Published online by Cambridge University Press: 04 August 2020
History of Globalization
Tolls, Tariffs and the Mercantilist State System
Winham (1992: 10) is surely wrong when he says ‘regulation and taxing of trade are almost as old as trade itself. Cuneiform tablets found at Tell el-Amarna certainly show that a commercial treaty between the kings of Egypt and Babylon involved duties on imports; Kautilya's Arthasastra, a manual of Indian statecraft written at least two millennia ago, contains a tariff schedule (Winham 1992: 14-16); Carthage had a trade treaty with Rome in 509 BC (the first extant document from Rome (Mann 1986: 251) and is believed to have had earlier treaties with the Etruscans (Law 1990: 124). Yet the movement of obsidian used in blades indicates trading from boats around the Mediterranean by 7000 BC (Curtin 1984: 71) and we assume from ethnographic work among pre-urban civilizations in places such as Africa that rich trading relationships go back millennia before tariff schedules were conceived.

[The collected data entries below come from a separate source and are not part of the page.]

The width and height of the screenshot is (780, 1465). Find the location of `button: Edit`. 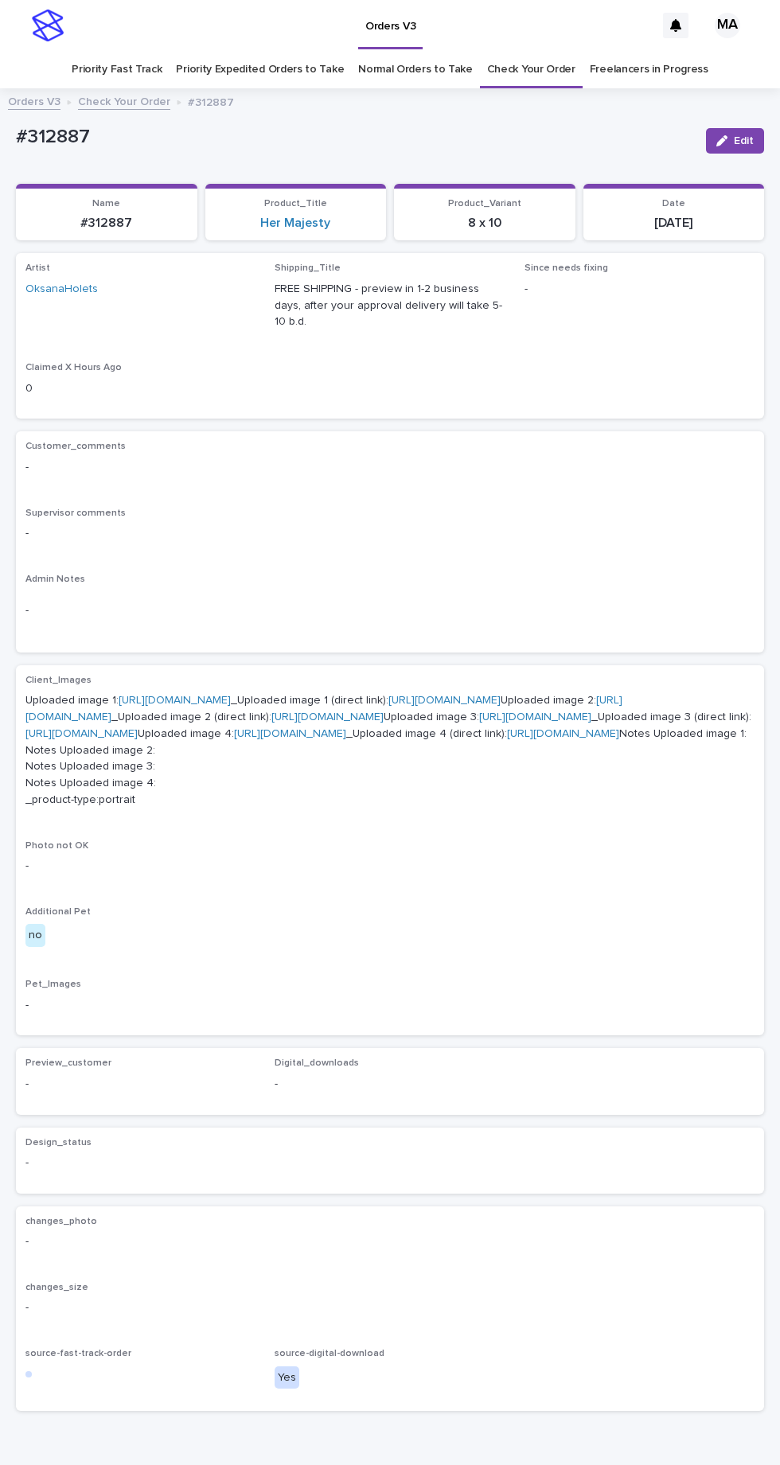

button: Edit is located at coordinates (735, 141).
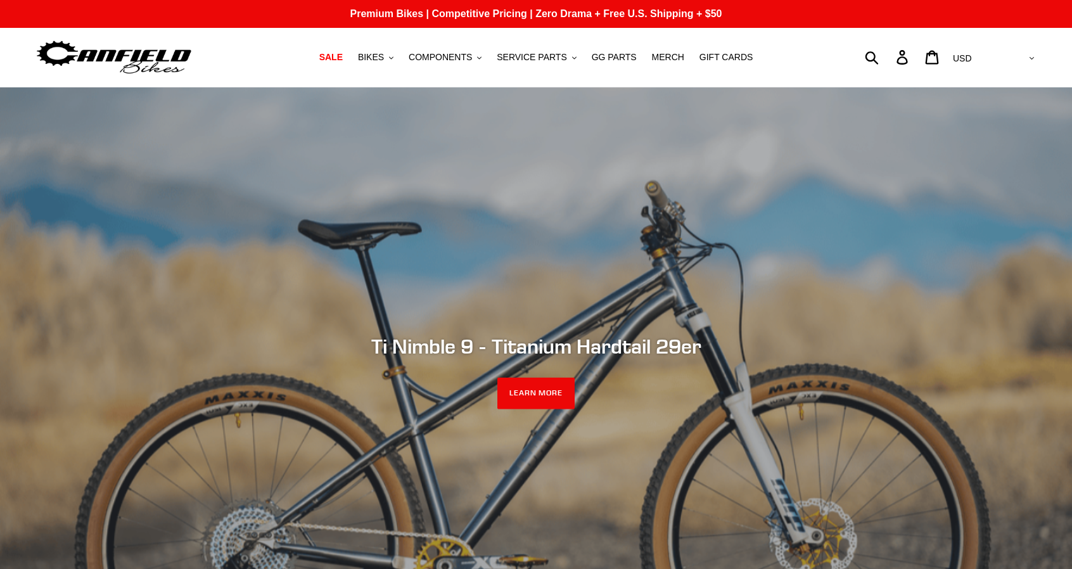 This screenshot has height=569, width=1072. Describe the element at coordinates (536, 57) in the screenshot. I see `button: SERVICE PARTS` at that location.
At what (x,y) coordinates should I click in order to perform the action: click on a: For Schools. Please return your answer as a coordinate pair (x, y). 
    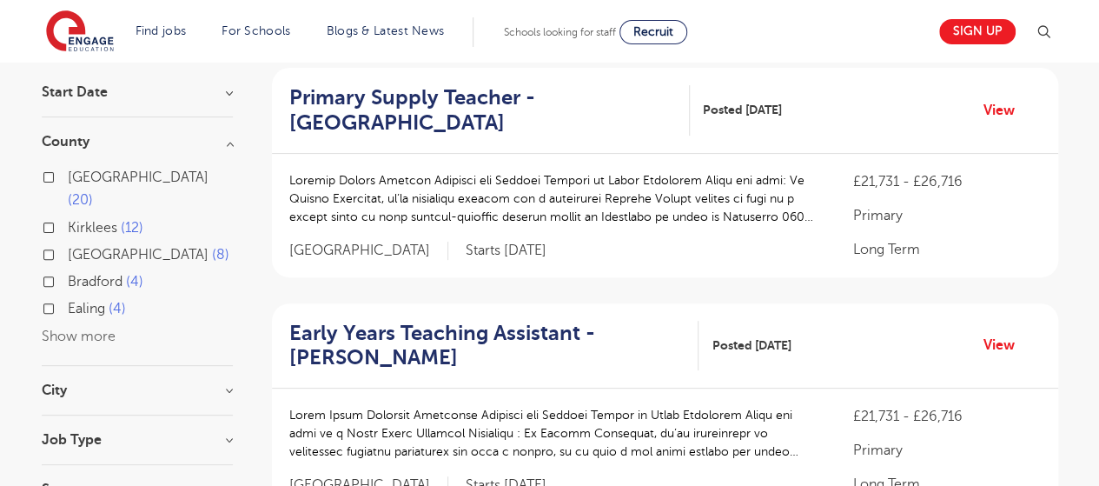
    Looking at the image, I should click on (256, 30).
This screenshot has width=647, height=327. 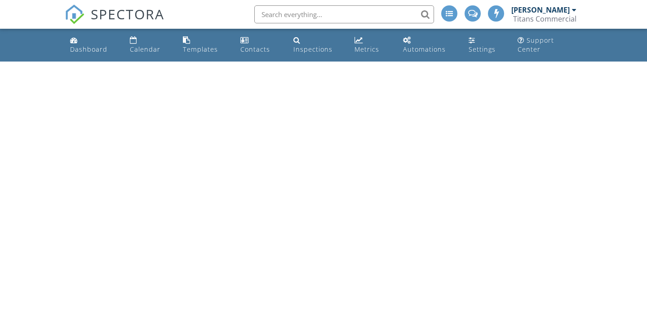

As we saw in Chapter 7, the spread of the Law Merchant in the Middle Ages, modelled by diasporas of Venetian, Genoan, Jewish and other merchants across Europe and the Levant and into Asia, was critical to the growth in trade between cities. Bills of exchange, sale of goods rules and dispute resolution practices, along with standard forms of contract and ways of interpreting them in a partially globalized form, were taken from the Lex Mercatoria into national laws as states progressively nationalized law from the twelfth century. Unlike other areas of law, therefore, those derived from the Lex Mercatoria started existence as national laws in a partially harmonized shape.
The most important feature of the history of the past millennium, compared with previous millennia, has been the rise of the nation-state. One reason this form of human organization globalized from Western European origins is that the parts of the world that formed nation-states earliest flourished and dominated regions where the nation-state rose later. A major reason why the early nation-states flourished is that they created pacified spaces where trade could flow more freely. It became more possible to travel with goods from one town to another without fear of robbers. Equally importantly, tolls and entry restrictions on the flow of goods between cities were progressively dismantled. Technical standards became more standardized, avoiding many technical barriers to free intranational trade.